The review suggest a more granular approach to determining the costs and benefits of deploying public funds to fill market gaps in investment to improve mobile coverage.

Highway coverage could be improved with recipients of government road and freight funding committing to communications deployments - or upgrades - as part of loans and grants.

The NBN deployment should be leveraged for applications beyond user broadband provision, the review recommended.

It suggested connecting agricultural sensors and tracking wide area low-bandwidth networks to the NBN (and carriers).

NBN infrastructure could also support "new, niche and existing mobile wireless operators who wish to offer regional wireless coverage extensions", the report said.

It could use its wireless towers and data backhaul networks to assist carriers interested in investing in or upgrading existing infrastructure in regional Australia.

Rethink approach to satellite services

The review team criticised NBN, however, for the way it had handled the rollout of satellite services  in some of the most remote areas of Australia.

"The committee considers that the application of the interim satellite service (ISS) fair use policy has had unacceptable consequences," the report said.

For the long term satellite service (LTSS), the NBN fair use policy and pricing structures need to encourage retail service providers to better manage demand, to minimise the detrimental effect of traffic shaping and suspension of users, the report said.

Customers should be able to monitor their own usage and get alerts when they reach their caps, well before they hit their limits and are shaped or cut off.
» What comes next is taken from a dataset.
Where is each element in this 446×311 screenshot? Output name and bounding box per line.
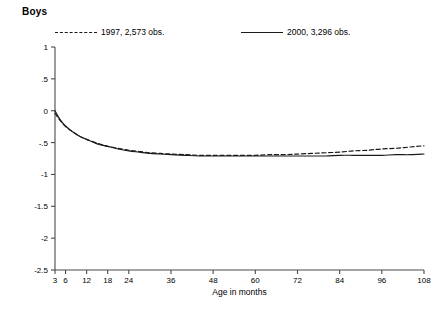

Present data caps in regional areas are also too low for users to effectively manage businesses, the report said, and called for differentiated retail products to be developed, along with future planning for increased capacity utlisation of the networks.

USO to go?

Due to the changing telecommunications landscape that has seen users increasingly use mobile phones instead of landlines, the review noted that funding the latter was questionable from a cost-effectiveness point.

Under present universal service obligation (USO) rules, Telstra receives $330 million a year to maintain the existing copper network in regional and rural areas.
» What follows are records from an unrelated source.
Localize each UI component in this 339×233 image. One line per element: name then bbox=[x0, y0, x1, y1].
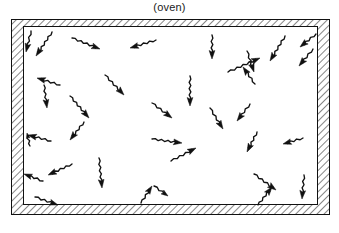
arrow-head bbox=[98, 179, 104, 188]
arrow-shaft bbox=[105, 75, 121, 91]
arrow-head bbox=[187, 98, 193, 107]
arrow-head bbox=[265, 187, 273, 195]
arrow-head bbox=[24, 174, 33, 179]
arrow-shaft bbox=[72, 38, 95, 48]
arrow-shaft bbox=[254, 174, 273, 187]
arrow-head bbox=[209, 51, 215, 60]
molecule-velocity-arrow bbox=[70, 122, 84, 140]
molecule-velocity-arrow bbox=[300, 175, 306, 199]
molecule-velocity-arrow bbox=[283, 138, 303, 144]
molecule-velocity-arrow bbox=[130, 40, 156, 48]
molecule-velocity-arrow bbox=[105, 75, 124, 95]
molecule-velocity-arrow bbox=[48, 164, 72, 175]
arrow-shaft bbox=[210, 108, 220, 125]
arrow-shaft bbox=[152, 103, 168, 116]
molecule-velocity-arrow bbox=[209, 35, 215, 59]
oven-diagram bbox=[0, 0, 339, 233]
molecule-velocity-arrow bbox=[270, 36, 285, 61]
molecule-velocity-arrow bbox=[28, 134, 51, 141]
molecule-velocity-arrow bbox=[187, 76, 193, 106]
arrow-shaft bbox=[152, 139, 177, 144]
molecule-velocity-arrow bbox=[152, 139, 182, 145]
arrow-shaft bbox=[189, 76, 191, 101]
molecule-velocity-arrow bbox=[299, 49, 313, 66]
arrow-shaft bbox=[171, 149, 191, 161]
molecule-velocity-arrow bbox=[254, 174, 276, 190]
arrow-head bbox=[247, 143, 253, 152]
molecule-velocity-arrow bbox=[35, 197, 58, 205]
arrow-head bbox=[25, 43, 31, 52]
arrow-head bbox=[36, 47, 43, 56]
molecule-velocity-arrow bbox=[247, 132, 257, 152]
oven-figure: (oven) bbox=[0, 0, 339, 233]
molecule-velocity-arrow bbox=[70, 96, 89, 118]
arrow-head bbox=[70, 132, 78, 140]
arrow-shaft bbox=[38, 32, 52, 52]
arrow-head bbox=[43, 99, 49, 108]
arrow-shaft bbox=[135, 40, 156, 47]
arrow-shaft bbox=[272, 36, 285, 57]
molecule-velocity-arrow bbox=[43, 85, 49, 108]
molecule-velocity-arrow bbox=[24, 174, 43, 181]
molecule-velocity-arrow bbox=[237, 104, 250, 121]
molecule-velocity-arrow bbox=[36, 32, 52, 56]
molecule-velocity-arrow bbox=[210, 108, 223, 129]
arrow-shaft bbox=[99, 158, 102, 183]
molecule-velocity-arrow bbox=[37, 78, 60, 85]
arrow-shaft bbox=[53, 164, 72, 174]
molecule-arrow-group bbox=[24, 31, 316, 205]
molecule-velocity-arrow bbox=[258, 187, 272, 205]
arrow-head bbox=[251, 58, 260, 64]
molecule-velocity-arrow bbox=[72, 38, 100, 49]
arrow-shaft bbox=[70, 96, 85, 115]
arrow-head bbox=[187, 148, 196, 154]
arrow-head bbox=[270, 52, 277, 61]
molecule-velocity-arrow bbox=[141, 186, 152, 203]
molecule-velocity-arrow bbox=[25, 31, 31, 52]
arrow-head bbox=[48, 169, 57, 175]
molecule-velocity-arrow bbox=[154, 186, 168, 196]
molecule-velocity-arrow bbox=[300, 34, 316, 47]
molecule-velocity-arrow bbox=[152, 103, 172, 118]
molecule-velocity-arrow bbox=[98, 158, 104, 188]
molecule-velocity-arrow bbox=[171, 148, 196, 161]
The review suggested that as the majority of consumers will not use the copper phone network to make calls and instead communicate via mobiles, internet voice providers and social media, the federal government should develop new technology neutral standards.

The 2015 regional telecommunications independent review committee was chaired by Deena Shiff, former group managing director of Telstra Wholesale and founding chief executive of Telstra Ventures.

Former Regional Australia chief executive Su McCluskey and AgForce Queensland vice president Georgie Somerset, both beef farmers, also sat on the committee, along with independent telco consultant Robin Eckermann.